Tuesday, April 5, 2022

Reading The Quran

There is seemingly no shortage of people who, when it comes to religious texts, are not willing to actually read the books in question before believing and claiming that the religion contains a given idea.  Hearsay or even just assumptions made without someone else promoting them are assumed to be accurate.  As with science and broader philosophy, assumptions based on mere perceptions or conversations are treated as authoritative.  Religious theology of any kind, whether it is initially derived from a book like the Bible or Quran or from something else, is selectively mishandled by some people.  For example, evangelical Christians are unlikely to ever read the Quran and yet are still likely to make assumptions about its contents, while the same Christians are almost certainly going to plead with other people to read the Bible and, even though evangelical theology is riddled with philosophical errors and Biblical misrepresentations, they will think they are encouraging a rational analysis of the Bible.

The kind of Christian who wants others to read the Bible without making assumptions (which means evangelicals are automatically excluded from this category in its most genuine sense) and yet refuses to make no assumptions about a text like the Quran, forever avoiding the process of actually reading it, is a hypocrite who has no philosophical sincerity.  He or she just wants other people to do what is convenient for them since they have made assumptions, not for them to do what is necessary to understand either Christianity or Islam.  The most foundational and important parts of reality do not need to be read about in a book or brought up by conversations, as logical axioms and introspective phenomenology (as well as what follows from them) are knowable with absolute certainty in the absence of all else, but reading is essential to realizing what any book says. 

Reading the Quran is indeed just that: a necessity for anyone at all to understand what Islam does and does not entail, although even reading the entire Quran without the rationality to avoid assumptions about concepts is bound to lead to errors that do not represent Islam or to ignorance.  There is no Christian or Muslim who can know what Islam holds by looking at the words of Imams, the random assertions of others besides Imams, or even books written about the Quran (unless they quote the Quran, but one would still have to read the Quran itself to see if it was misrepresented).  As with the Bible or any other religious or nonreligious text, you cannot know what the Quran says just by thinking about it prior to reading it.  Similarly, you cannot know what does and does not follow from the claims of the Quran, if there any any parts of Islamic theology that are true by necessity, or if there is evidence for the other parts of Islam without looking to reason.

Only after reading the Quran and making no assumptions can someone rationalistically analyze its teachings.  Even the genuine errors in Islamic theology are not justification for believing Islam is false or even misidentifying the concepts within Islam apart from direct familiarity with the Quran itself.  It is a testament to how shallow many Christians are that they will not even read a few chapters of the Quran before they denounce it as a book of false teachings, for they betray reason by making assumptions and fail to grasp the real philosophical contradictions of Islam.  There is even more to Islam than just its errors: some of Islam overlaps perfectly with Christianity or at least does not contradict it (for example, both condemn legalistic adding to the commands of the Quran and Bible in Deuteronomy 4:2 and Surah 16:116-117 respectively).  Someone who refuses to ever read the Quran, regardless of whether they are a Christian or atheist or something else, has no idea what it actually teaches.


* [THE PROBLEM]
When you copy the entries, keep every word exactly as it is and drop the images.

Data tied to figure images
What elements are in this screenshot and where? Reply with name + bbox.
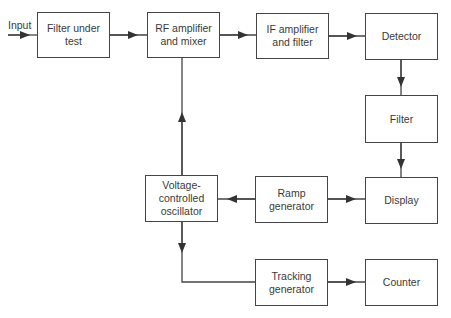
block-rf-amplifier-mixer: RF amplifier and mixer — [147, 12, 220, 58]
block-counter: Counter — [365, 259, 438, 306]
block-if-amplifier-filter: IF amplifier and filter — [256, 13, 329, 59]
block-filter: Filter — [365, 95, 438, 143]
block-detector: Detector — [365, 13, 438, 60]
block-voltage-controlled-oscillator: Voltage- controlled oscillator — [145, 175, 218, 222]
block-tracking-generator: Tracking generator — [255, 259, 328, 306]
input-label: Input — [8, 19, 31, 31]
block-display: Display — [365, 177, 438, 224]
block-ramp-generator: Ramp generator — [255, 176, 328, 223]
block-filter-under-test: Filter under test — [37, 12, 110, 58]
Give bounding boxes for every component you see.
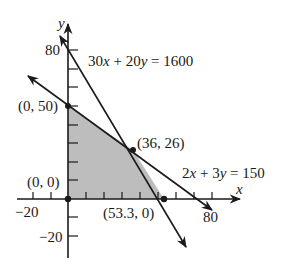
equation-label-30x-20y-1600: 30x + 20y = 1600 [88, 53, 193, 69]
vertex-dot-53-0 [161, 196, 167, 202]
y-tick-label-80: 80 [45, 42, 60, 58]
vertex-dot-36-26 [130, 147, 136, 153]
vertex-label-36-26: (36, 26) [137, 135, 185, 152]
vertex-label-0-50: (0, 50) [18, 98, 58, 115]
vertex-label-0-0: (0, 0) [27, 174, 60, 191]
vertex-dot-0-50 [65, 103, 71, 109]
y-tick-label-neg20: −20 [39, 229, 62, 245]
x-axis-label: x [235, 181, 243, 197]
vertex-dot-0-0 [65, 196, 71, 202]
y-axis-label: y [56, 15, 65, 31]
equation-label-2x-3y-150: 2x + 3y = 150 [182, 165, 265, 181]
vertex-label-53-0: (53.3, 0) [103, 205, 154, 222]
x-tick-label-80: 80 [203, 209, 218, 225]
y-axis-ticks [68, 50, 78, 236]
x-axis-ticks [33, 192, 212, 199]
feasible-region-graph: y x 80 −20 −20 80 (0, 50) (0, 0) (36, 26… [0, 0, 284, 266]
x-tick-label-neg20: −20 [15, 204, 38, 220]
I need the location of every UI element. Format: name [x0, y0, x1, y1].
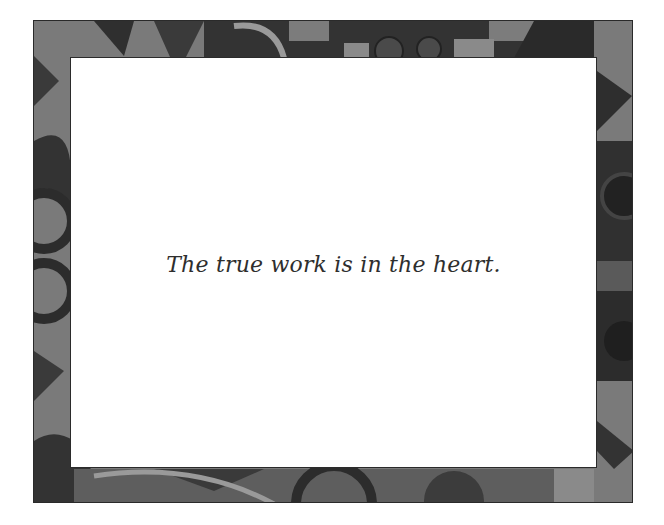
quote-text: The true work is in the heart. — [166, 252, 501, 277]
quote-card: The true work is in the heart. — [70, 57, 597, 468]
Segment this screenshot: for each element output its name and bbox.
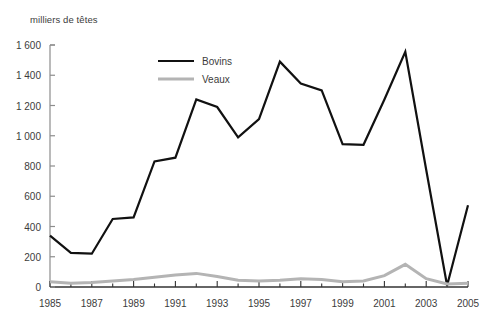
x-axis-tick-label: 1987: [81, 298, 103, 309]
y-axis-tick-label: 600: [0, 191, 41, 202]
x-axis-tick-label: 1985: [39, 298, 61, 309]
series-line-bovins: [50, 52, 468, 286]
x-axis-tick-label: 1995: [248, 298, 270, 309]
y-axis-tick-label: 1 400: [0, 70, 41, 81]
y-axis-tick-label: 400: [0, 221, 41, 232]
x-axis-tick-label: 1991: [164, 298, 186, 309]
legend-label-veaux: Veaux: [202, 74, 230, 85]
legend-swatches: [158, 61, 194, 79]
x-axis-tick-label: 2003: [415, 298, 437, 309]
x-axis-tick-label: 1997: [290, 298, 312, 309]
y-axis-tick-label: 800: [0, 161, 41, 172]
x-axis-tick-label: 1989: [122, 298, 144, 309]
series-line-veaux: [50, 264, 468, 284]
y-axis-tick-label: 1 600: [0, 40, 41, 51]
axes-group: [50, 45, 468, 287]
y-axis-tick-label: 0: [0, 282, 41, 293]
plot-area: [0, 0, 487, 321]
x-axis-tick-label: 2005: [457, 298, 479, 309]
x-axis-tick-label: 2001: [373, 298, 395, 309]
chart-container: milliers de têtes 02004006008001 0001 20…: [0, 0, 487, 321]
x-axis-tick-label: 1993: [206, 298, 228, 309]
y-axis-tick-label: 1 200: [0, 100, 41, 111]
legend-label-bovins: Bovins: [202, 56, 232, 67]
series-group: [50, 52, 468, 286]
y-axis-tick-label: 200: [0, 251, 41, 262]
x-axis-tick-label: 1999: [331, 298, 353, 309]
y-axis-tick-label: 1 000: [0, 130, 41, 141]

* [REPLY]
What elements are in this screenshot and where? Reply with name + bbox.
block-rf-amplifier-mixer: RF amplifier and mixer — [147, 12, 220, 58]
block-counter: Counter — [365, 259, 438, 306]
block-if-amplifier-filter: IF amplifier and filter — [256, 13, 329, 59]
block-filter: Filter — [365, 95, 438, 143]
block-detector: Detector — [365, 13, 438, 60]
block-voltage-controlled-oscillator: Voltage- controlled oscillator — [145, 175, 218, 222]
block-tracking-generator: Tracking generator — [255, 259, 328, 306]
input-label: Input — [8, 19, 31, 31]
block-display: Display — [365, 177, 438, 224]
block-ramp-generator: Ramp generator — [255, 176, 328, 223]
block-filter-under-test: Filter under test — [37, 12, 110, 58]
Give bounding boxes for every component you see.
equation-label-30x-20y-1600: 30x + 20y = 1600 [88, 53, 193, 69]
vertex-dot-53-0 [161, 196, 167, 202]
y-tick-label-80: 80 [45, 42, 60, 58]
vertex-dot-36-26 [130, 147, 136, 153]
vertex-label-36-26: (36, 26) [137, 135, 185, 152]
vertex-label-0-50: (0, 50) [18, 98, 58, 115]
vertex-label-0-0: (0, 0) [27, 174, 60, 191]
vertex-dot-0-50 [65, 103, 71, 109]
y-tick-label-neg20: −20 [39, 229, 62, 245]
x-axis-label: x [235, 181, 243, 197]
vertex-dot-0-0 [65, 196, 71, 202]
y-axis-label: y [56, 15, 65, 31]
equation-label-2x-3y-150: 2x + 3y = 150 [182, 165, 265, 181]
vertex-label-53-0: (53.3, 0) [103, 205, 154, 222]
x-tick-label-80: 80 [203, 209, 218, 225]
y-axis-ticks [68, 50, 78, 236]
x-axis-ticks [33, 192, 212, 199]
feasible-region-graph: y x 80 −20 −20 80 (0, 50) (0, 0) (36, 26… [0, 0, 284, 266]
x-tick-label-neg20: −20 [15, 204, 38, 220]
I need the location of every UI element. Format: name [x0, y0, x1, y1].
quote-text: The true work is in the heart. — [166, 252, 501, 277]
quote-card: The true work is in the heart. — [70, 57, 597, 468]
Segment this screenshot: for each element output its name and bbox.
x-axis-tick-label: 1987: [81, 298, 103, 309]
y-axis-tick-label: 600: [0, 191, 41, 202]
x-axis-tick-label: 1985: [39, 298, 61, 309]
series-line-bovins: [50, 52, 468, 286]
x-axis-tick-label: 1995: [248, 298, 270, 309]
y-axis-tick-label: 1 400: [0, 70, 41, 81]
y-axis-tick-label: 400: [0, 221, 41, 232]
x-axis-tick-label: 1991: [164, 298, 186, 309]
legend-label-veaux: Veaux: [202, 74, 230, 85]
legend-swatches: [158, 61, 194, 79]
x-axis-tick-label: 2003: [415, 298, 437, 309]
x-axis-tick-label: 1997: [290, 298, 312, 309]
y-axis-tick-label: 800: [0, 161, 41, 172]
x-axis-tick-label: 1989: [122, 298, 144, 309]
series-line-veaux: [50, 264, 468, 284]
y-axis-tick-label: 1 600: [0, 40, 41, 51]
axes-group: [50, 45, 468, 287]
y-axis-tick-label: 0: [0, 282, 41, 293]
plot-area: [0, 0, 487, 321]
x-axis-tick-label: 2005: [457, 298, 479, 309]
x-axis-tick-label: 2001: [373, 298, 395, 309]
chart-container: milliers de têtes 02004006008001 0001 20…: [0, 0, 487, 321]
x-axis-tick-label: 1993: [206, 298, 228, 309]
y-axis-tick-label: 1 200: [0, 100, 41, 111]
legend-label-bovins: Bovins: [202, 56, 232, 67]
series-group: [50, 52, 468, 286]
y-axis-tick-label: 200: [0, 251, 41, 262]
x-axis-tick-label: 1999: [331, 298, 353, 309]
y-axis-tick-label: 1 000: [0, 130, 41, 141]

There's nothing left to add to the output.